Oh, hey, Failbetter Games has appearantly used this tool.
As a non-developer this looks like a good tool but that does not say much because I lack the experience to notice the value of such a tool.
I think a lot of failed Kickstarter and Early Access titles happen only because the developers fail to plan their game accordingly and dedicate their work time on too many things at once, resulting in a lot of stuff but nothing that is fleshed out. Really aweful example (and doN't except this to be the norm), Starforge. A game with big promises andgreat potential. They had many different ideas and designs, placed this stuff in the game just to "have it there" already,s o people can experience already, what they will get. Later they added even more. RPG mechanics, Tower Defense Mode, realistic physics, destroyable environment, aliens that attack and destroy parts of your fortress to get to the core, tunneling enemies. A lot of this stuff was scrapped, because they couldn't handle the management of all that and eventually the money ran out, people got fired (or simlyquit the job) and took their assets with them which threw the game back even further and int he end because of terrible planning they could only put the bare bones of the game.
In the end you had a terrible physics sandbox with bare crafting and survival ideas.
Other developers have the same problem, inexperienced developers of course. Developing teams that are longer into the buisness get a feeling for what they need to do first and how much time they can distribute to it until its "too much". Even they may fail but it' a lot smaller than say a person who does their first game. These people could use such a tool because it helps them to divide the project into chunks, track the progress and so on.
That's just the opinion of an ordinary person however.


* [EXERCISE INSTRUCTIONS] From the records below, determine the number of lines containing "outer". Output that number alone.

* [WORKING DATA]
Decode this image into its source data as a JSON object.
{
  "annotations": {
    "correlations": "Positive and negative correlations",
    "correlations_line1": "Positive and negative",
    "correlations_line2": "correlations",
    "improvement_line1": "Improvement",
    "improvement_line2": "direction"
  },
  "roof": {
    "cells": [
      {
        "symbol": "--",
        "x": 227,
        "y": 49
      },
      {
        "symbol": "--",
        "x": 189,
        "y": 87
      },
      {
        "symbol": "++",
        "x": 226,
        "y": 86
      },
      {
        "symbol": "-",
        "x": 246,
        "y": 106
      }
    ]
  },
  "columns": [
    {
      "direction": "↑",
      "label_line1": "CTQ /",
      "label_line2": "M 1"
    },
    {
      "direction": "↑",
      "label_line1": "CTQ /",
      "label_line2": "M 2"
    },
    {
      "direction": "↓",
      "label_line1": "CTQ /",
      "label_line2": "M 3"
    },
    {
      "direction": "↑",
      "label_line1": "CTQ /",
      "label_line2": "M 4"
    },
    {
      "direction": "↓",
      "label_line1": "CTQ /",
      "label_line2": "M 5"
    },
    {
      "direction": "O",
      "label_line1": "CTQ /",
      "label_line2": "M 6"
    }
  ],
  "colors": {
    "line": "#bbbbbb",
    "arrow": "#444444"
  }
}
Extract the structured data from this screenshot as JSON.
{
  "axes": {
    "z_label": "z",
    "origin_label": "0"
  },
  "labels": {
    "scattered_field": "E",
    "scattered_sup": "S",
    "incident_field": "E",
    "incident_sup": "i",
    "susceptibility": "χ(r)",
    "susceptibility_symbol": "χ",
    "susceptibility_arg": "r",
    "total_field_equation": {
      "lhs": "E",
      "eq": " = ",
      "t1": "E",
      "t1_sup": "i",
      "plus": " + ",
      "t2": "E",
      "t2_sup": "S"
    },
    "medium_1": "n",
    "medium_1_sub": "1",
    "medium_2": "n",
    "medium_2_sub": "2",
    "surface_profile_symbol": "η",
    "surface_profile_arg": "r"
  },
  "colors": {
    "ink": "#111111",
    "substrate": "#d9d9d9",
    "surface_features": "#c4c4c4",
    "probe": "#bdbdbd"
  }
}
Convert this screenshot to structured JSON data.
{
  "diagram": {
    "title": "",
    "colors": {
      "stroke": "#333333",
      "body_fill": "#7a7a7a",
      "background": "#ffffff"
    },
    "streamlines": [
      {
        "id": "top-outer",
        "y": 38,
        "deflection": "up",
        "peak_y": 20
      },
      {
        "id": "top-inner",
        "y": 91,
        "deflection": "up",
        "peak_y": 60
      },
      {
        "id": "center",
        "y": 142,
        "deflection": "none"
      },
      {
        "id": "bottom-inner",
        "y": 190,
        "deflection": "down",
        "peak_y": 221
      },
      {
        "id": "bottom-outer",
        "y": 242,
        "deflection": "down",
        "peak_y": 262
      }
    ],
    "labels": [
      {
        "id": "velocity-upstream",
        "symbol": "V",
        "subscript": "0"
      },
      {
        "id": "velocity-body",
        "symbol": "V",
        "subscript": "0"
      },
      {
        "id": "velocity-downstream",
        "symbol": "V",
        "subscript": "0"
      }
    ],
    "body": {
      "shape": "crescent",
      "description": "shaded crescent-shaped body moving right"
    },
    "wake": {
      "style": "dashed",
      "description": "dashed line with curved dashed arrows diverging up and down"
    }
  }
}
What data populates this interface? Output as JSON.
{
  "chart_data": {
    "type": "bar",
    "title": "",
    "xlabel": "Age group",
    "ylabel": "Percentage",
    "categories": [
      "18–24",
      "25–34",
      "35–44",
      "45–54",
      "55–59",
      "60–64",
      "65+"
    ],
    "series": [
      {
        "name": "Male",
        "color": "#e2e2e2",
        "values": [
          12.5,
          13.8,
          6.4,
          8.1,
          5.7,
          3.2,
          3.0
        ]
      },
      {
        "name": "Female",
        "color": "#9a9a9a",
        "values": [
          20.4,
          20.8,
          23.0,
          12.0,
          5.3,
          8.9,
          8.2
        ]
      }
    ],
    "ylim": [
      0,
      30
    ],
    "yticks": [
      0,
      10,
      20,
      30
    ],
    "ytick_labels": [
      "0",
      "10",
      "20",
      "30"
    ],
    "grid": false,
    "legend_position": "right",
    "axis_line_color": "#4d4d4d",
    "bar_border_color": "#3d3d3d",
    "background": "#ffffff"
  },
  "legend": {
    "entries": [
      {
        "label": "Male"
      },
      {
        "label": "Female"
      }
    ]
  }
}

* * *

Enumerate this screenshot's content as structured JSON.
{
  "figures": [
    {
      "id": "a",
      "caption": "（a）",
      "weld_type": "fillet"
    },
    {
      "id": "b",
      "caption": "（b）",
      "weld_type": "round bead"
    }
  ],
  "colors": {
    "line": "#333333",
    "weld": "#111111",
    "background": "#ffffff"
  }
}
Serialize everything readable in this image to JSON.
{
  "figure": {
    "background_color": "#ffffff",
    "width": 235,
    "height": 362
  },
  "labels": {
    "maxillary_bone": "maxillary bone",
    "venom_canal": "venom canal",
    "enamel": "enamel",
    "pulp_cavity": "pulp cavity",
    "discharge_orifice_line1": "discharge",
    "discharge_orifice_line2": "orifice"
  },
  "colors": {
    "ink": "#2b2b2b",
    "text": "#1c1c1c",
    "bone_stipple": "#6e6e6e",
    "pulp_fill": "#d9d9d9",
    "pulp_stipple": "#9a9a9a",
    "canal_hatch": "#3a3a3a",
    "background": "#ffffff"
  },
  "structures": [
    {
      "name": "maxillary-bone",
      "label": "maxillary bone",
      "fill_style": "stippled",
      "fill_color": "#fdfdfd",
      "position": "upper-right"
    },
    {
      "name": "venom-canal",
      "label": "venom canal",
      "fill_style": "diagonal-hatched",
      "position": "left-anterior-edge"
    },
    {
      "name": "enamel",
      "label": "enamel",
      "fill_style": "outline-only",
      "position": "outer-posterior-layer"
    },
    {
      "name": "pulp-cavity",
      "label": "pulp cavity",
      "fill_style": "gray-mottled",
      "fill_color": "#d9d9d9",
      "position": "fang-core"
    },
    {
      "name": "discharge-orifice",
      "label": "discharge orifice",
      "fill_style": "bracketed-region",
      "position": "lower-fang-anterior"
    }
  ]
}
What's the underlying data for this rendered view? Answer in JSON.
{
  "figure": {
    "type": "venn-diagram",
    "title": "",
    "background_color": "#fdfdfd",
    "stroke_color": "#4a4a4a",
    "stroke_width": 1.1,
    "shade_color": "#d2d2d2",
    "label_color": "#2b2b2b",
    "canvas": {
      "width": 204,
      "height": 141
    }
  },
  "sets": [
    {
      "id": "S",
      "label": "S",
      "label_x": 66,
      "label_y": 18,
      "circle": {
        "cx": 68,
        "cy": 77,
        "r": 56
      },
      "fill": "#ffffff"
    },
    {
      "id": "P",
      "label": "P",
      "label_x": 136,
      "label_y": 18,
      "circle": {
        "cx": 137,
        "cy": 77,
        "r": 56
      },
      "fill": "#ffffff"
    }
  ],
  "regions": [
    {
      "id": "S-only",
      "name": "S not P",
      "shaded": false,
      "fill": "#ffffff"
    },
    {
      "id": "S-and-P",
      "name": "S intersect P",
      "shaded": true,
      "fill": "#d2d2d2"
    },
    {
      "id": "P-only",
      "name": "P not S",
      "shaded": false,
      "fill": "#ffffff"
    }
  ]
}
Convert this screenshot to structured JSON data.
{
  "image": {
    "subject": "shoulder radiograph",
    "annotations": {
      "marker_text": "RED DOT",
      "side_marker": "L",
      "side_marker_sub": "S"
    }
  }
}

* [RESPONSE BELOW] 3